Mission-Critical Push-to-Talk: Will Critical Communications World Show the Way?

Part 3 in a series of reflections in the lead-up to Critical Communications World 2018

As happens each year, Critical Communications World highlights the latest innovations that advance the state-of-the-art in mission-critical communications. This year will be no different, and LTE will surely be a focal point for much of what the ecosystem unveils in Berlin. But while these new mobile broadband data capabilities are top-of-mind, mission-critical voice radio transmissions remain the backbone for public safety operations. Unfortunately, widely anticipated LTE technology supporting mission-critical voice transmissions continue to lack needed mechanisms when users are beyond the network's reach.
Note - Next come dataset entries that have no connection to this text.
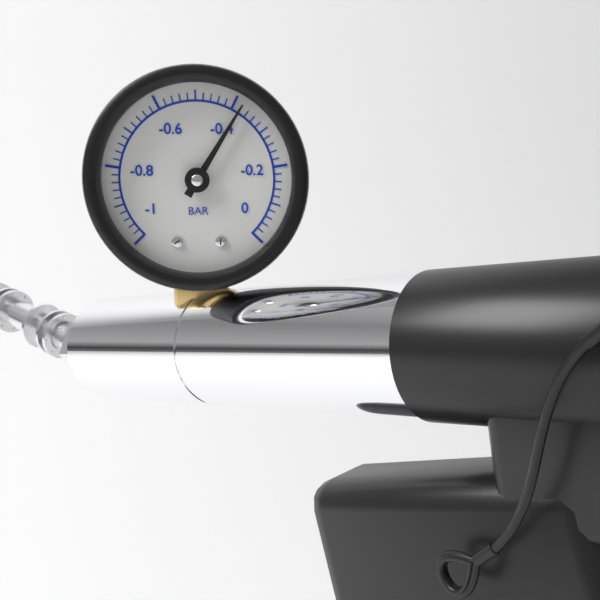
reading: -0.38 bar
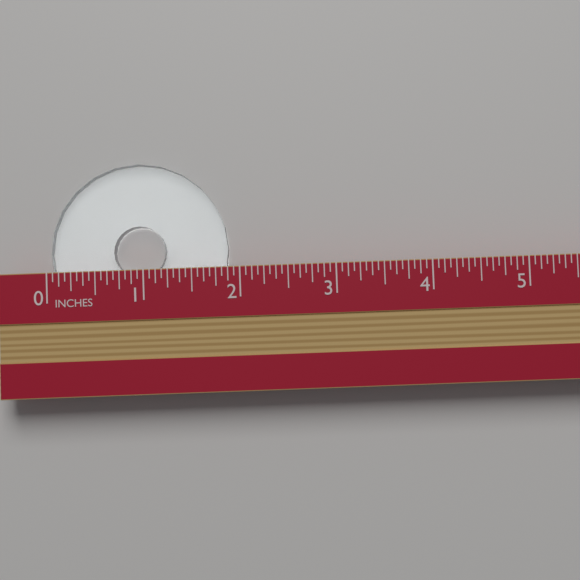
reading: 1.8750 in
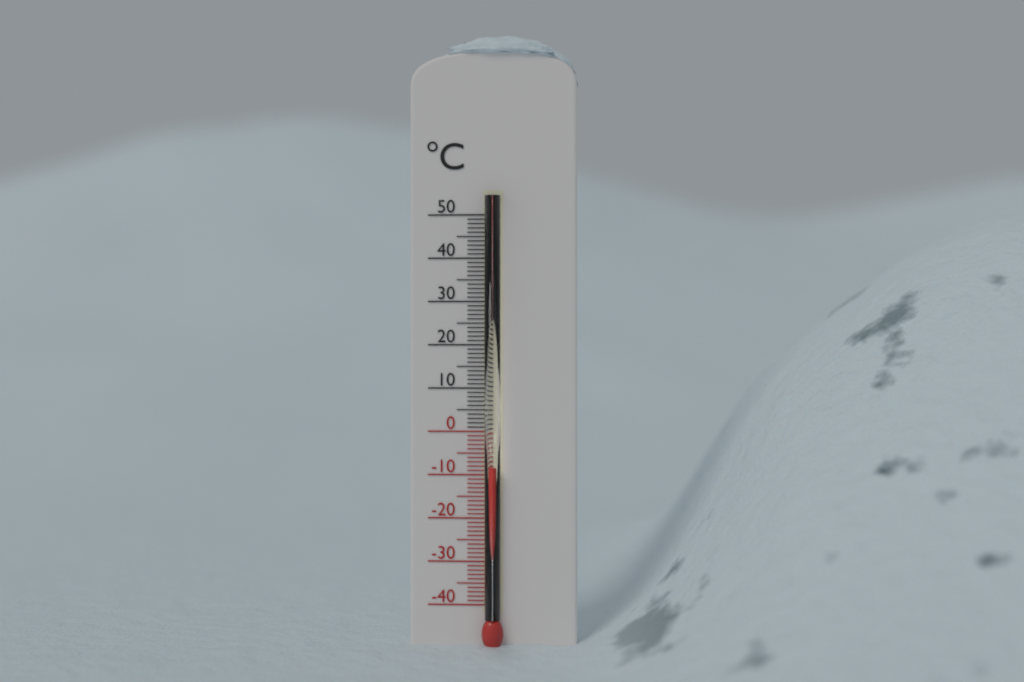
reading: -8 °C
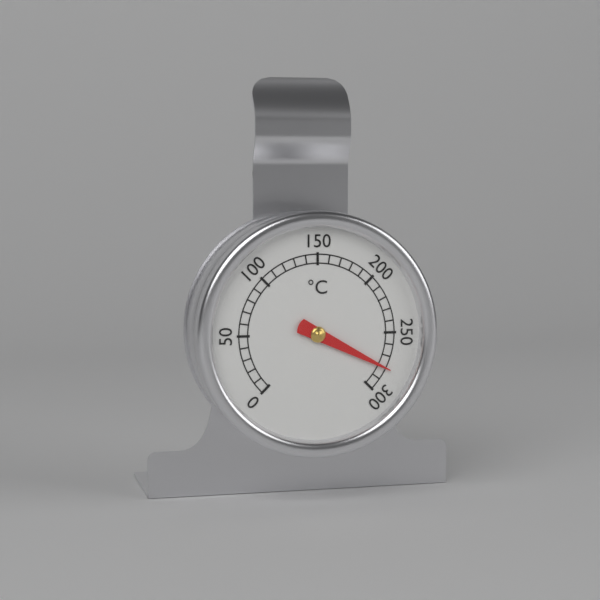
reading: 280 °C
Will Critical Communications World shed some light on the missing gap?

As emergency services workers operate inside large structures, they frequently move to locations where a network radio signal is absent. Even when the network is not reachable, modern critical communications systems such as TETRA provide for direct mode operations that enable out-of-range devices to directly communicate in a back-to-back fashion or via a nearby unit that can relay signals. Though emergency services personnel handle this challenge as a matter-of-course during day-to-day operations, the loss of network access can also result from major disasters that destroy network infrastructure. Regardless of the cause or duration, mission-critical networks must have direct mode functionality. As suppliers and network operators evolve towards LTE-based mobile broadband networks for efficiency and rich communications functionality, the base requirement for direct mode connectivity remains a high priority.

Sadly, LTE-based mechanisms to replace back-to-back (or, in American parlance "talk-around") communications remain a work-in-progress. The latest LTE modems entering the market do not support 3GPP Proximity Services (ProSe) needed for operation in the absence of a network. Worse, LTE's wideband radio carriers and low transmission power limits make any LTE-based solution unlikely to match performance levels reached in today's widely available mission-critical handset devices used in TETRA or APCO Project 25 systems. Without the power to punch out of a large building structure, the LTE-only devices will not gain the confidence of police officers and firefighters. 

A way out of this quandary may have emerged with hybrid devices. Both Airbus SLC and Hytera have already brought combined TETRA/LTE handset devices to market. In the US, Harris Corporation has a combined APCO Project 25/LTE handset. And at Mobile World Congress in Barcelona, SK Telecom highlighted its research and development towards LTE devices with DMR-based back-to-back functionality aimed at Korea's SafeNet users. These approaches vary significantly but they all point towards a future with a hybrid functionality that brings together the best of non-LTE voice and LTE voice/data. 

We do not yet know what suppliers will launch at Critical Communications World in Berlin. But the UK Home Office pleas for solutions to the Direct Mode conundrum may have stimulated a round of needed innovation. If nothing else, the conversation has begun, and Critical Communications World will provide a tantalizing peek at our prospects for a long-term solution meeting the needs of emergency services workers around the globe.